The United States District Court for the Western District of Michigan has held that an Insured v. Insured Exclusion in a D&O policy bars coverage for a suit by a post-bankruptcy liquidation trustee against former officers of the insured company. See Indian Harbor Ins. Co. v. Zucker, No. 1:14-cv-01017, 2016 U.S. Dist. LEXIS 43148 (W.D. Mich. March 31, 2016). Troutman Sanders represents Indian Harbor in the case.

In the Indian Harbor action, the insured bank holding company and a subsidiary had filed for bankruptcy, and remained debtors in possession, with the same pre-petition officers controlling the companies throughout the bankruptcy proceedings. To gain creditors' support for their bankruptcy plan, the debtors agreed to create a liquidating trust to which any causes of action against their own officers would be assigned. However, the Liquidating Trust agreed not to pursue the officers' personal assets, but instead would limit its recovery to the company's D&O insurance. For their part, the officers agreed to sue the insurer if it denied coverage, and agreed not to settle any coverage dispute without the trustee's consent. One of the officers was appointed to the trust's oversight committee. Post-confirmation, the trust filed suit against the officers alleging that they had breached their fiduciary duties to the insured and seeking $18 million in damages. The officers sought coverage under the company's D&O policy. The insurer filed a declaratory judgment action against the trustee and the officers seeking a ruling that the Insured v. Insured exclusion applied to bar coverage for the trustee action.

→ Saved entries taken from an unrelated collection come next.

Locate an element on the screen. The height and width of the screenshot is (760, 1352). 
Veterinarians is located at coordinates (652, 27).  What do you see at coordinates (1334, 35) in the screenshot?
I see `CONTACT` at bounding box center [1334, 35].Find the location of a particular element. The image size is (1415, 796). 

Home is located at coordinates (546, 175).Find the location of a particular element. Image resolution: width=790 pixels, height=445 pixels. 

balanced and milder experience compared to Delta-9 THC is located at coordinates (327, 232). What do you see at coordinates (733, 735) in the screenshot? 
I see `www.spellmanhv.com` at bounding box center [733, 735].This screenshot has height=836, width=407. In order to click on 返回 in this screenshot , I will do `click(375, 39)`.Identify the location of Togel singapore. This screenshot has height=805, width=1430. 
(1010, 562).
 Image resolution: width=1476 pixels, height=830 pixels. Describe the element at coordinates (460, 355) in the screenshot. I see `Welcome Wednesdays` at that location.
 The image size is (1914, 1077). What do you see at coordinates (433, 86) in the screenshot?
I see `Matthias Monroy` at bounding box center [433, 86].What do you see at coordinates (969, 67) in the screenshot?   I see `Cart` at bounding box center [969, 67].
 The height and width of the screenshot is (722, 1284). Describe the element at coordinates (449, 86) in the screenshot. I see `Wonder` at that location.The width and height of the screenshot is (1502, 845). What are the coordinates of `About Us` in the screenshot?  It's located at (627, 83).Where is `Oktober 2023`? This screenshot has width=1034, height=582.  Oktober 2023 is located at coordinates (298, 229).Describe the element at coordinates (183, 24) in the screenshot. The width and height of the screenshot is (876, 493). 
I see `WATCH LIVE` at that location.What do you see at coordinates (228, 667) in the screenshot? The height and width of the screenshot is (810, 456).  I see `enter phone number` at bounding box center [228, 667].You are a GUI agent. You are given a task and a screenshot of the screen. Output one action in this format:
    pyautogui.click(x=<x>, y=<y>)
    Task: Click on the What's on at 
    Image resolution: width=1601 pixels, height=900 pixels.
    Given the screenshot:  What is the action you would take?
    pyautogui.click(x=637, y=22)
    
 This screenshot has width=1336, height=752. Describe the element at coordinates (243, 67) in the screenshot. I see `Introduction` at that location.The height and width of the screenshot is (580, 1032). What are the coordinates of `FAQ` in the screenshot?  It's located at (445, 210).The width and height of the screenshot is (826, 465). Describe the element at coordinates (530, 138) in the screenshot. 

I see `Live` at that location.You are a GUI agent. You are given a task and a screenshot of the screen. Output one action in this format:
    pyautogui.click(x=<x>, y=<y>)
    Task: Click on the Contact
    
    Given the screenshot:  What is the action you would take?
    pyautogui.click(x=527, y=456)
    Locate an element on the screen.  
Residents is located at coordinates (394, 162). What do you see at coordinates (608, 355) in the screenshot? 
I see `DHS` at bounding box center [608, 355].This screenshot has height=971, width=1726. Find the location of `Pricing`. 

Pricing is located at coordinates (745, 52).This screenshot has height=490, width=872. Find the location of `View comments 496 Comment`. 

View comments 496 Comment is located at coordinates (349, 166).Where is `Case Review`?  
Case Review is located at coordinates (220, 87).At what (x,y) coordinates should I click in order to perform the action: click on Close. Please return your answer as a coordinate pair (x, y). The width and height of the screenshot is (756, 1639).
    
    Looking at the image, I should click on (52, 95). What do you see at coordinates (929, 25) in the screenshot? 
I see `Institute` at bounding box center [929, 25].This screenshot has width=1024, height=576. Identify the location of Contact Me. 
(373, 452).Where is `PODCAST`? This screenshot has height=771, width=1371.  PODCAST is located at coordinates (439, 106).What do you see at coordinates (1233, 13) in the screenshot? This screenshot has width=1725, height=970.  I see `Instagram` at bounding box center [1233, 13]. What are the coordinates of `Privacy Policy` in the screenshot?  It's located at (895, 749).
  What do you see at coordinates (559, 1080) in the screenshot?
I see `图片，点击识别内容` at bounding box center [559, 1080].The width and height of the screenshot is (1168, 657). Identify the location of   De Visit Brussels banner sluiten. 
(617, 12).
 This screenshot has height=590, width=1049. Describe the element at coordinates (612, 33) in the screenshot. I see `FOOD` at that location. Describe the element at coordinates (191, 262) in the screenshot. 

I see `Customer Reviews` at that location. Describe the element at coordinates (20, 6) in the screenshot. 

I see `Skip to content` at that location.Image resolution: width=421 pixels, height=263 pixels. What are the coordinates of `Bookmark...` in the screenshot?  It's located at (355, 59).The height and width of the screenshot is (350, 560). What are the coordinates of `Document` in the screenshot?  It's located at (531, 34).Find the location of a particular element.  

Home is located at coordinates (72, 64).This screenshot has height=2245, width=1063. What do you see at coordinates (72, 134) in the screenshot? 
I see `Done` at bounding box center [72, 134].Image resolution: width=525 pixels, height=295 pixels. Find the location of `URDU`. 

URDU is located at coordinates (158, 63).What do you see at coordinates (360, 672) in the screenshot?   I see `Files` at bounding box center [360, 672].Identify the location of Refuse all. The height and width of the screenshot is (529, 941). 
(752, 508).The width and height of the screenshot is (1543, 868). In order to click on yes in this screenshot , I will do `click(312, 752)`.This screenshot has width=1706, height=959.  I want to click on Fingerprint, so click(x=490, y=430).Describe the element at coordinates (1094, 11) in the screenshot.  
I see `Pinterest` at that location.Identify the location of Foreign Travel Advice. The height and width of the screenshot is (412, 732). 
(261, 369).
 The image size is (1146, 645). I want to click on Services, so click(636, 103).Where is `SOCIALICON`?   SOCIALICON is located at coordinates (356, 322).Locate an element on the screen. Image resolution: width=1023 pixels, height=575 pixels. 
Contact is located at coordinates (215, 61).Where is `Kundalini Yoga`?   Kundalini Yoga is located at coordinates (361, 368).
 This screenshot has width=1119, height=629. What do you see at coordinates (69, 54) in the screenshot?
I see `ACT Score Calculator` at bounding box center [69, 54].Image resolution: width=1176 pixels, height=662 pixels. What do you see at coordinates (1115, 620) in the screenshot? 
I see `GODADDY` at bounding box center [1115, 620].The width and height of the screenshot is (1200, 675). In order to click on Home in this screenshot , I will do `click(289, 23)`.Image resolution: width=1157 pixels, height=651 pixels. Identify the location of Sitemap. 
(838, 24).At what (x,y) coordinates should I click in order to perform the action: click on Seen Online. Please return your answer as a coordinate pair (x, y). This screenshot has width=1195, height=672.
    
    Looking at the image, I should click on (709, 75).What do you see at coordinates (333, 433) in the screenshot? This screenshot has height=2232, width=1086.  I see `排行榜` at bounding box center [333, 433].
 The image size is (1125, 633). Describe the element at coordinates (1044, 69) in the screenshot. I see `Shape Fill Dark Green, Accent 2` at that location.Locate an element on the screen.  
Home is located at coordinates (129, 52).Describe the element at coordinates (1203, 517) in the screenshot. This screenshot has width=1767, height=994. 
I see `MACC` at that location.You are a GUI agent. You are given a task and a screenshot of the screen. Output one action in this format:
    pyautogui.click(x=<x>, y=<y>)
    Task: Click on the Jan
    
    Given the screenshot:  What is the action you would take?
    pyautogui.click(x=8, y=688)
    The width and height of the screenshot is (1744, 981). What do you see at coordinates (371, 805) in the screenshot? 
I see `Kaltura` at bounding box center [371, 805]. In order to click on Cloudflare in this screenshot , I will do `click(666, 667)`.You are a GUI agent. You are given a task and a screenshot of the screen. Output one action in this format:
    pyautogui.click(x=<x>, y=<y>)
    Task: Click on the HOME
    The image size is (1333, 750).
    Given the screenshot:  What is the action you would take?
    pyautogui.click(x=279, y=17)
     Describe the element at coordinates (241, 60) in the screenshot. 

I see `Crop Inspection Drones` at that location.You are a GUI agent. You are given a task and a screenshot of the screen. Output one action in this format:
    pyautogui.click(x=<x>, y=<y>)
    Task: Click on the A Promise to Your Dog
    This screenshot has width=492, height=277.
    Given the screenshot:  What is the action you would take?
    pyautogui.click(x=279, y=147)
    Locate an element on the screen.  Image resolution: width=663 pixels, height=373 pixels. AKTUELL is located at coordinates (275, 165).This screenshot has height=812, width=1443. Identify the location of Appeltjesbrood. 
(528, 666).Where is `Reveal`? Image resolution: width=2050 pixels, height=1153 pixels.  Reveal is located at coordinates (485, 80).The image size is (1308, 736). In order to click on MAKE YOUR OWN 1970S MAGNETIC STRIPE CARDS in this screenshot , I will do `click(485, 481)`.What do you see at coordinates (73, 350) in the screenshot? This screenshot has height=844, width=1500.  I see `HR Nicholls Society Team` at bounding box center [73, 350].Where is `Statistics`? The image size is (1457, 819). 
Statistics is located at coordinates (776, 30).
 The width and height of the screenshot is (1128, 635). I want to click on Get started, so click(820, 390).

Ruling on the insurer's pre-discovery motion for summary judgment, the District Court agreed that the Insured v. Insured exclusion applied. After noting the split in authority on the applicability of Insured v. Insured exclusions in the context of bankrupt entities, the District Court found persuasive the decision in Biltmore Associates, LLC v. Twin City Fire Insurance Co., 572 F.3d 663 (9th Cir. 2009), which involved similar facts, and easily distinguished cases holding that the exclusion does not apply to bankruptcy trustees. Based on the facts before it, the Court found "a direct connection between the debtor/company/insureds and the Liquidation Trust." The arrangement, whereby the debtors and the creditors established the Liquidation Trust and transferred to it the debtors' causes of action against the officers while limiting any recovery to the insurance proceeds, was "clearly to the advantage of the debtors/company directors and officers." The debtors' agreement with the creditors "effectively permitted the Trust/Liquidation Trustee to step into the proverbial shoes of the Debtors for the purposes of suing the directors/officers." The trustee's action was "in effect an intracompany claim" and the relationship between the debtors and the Liquidation Trust was not "genuinely adversarial." Under these circumstances, the exclusion was unambiguous and applied.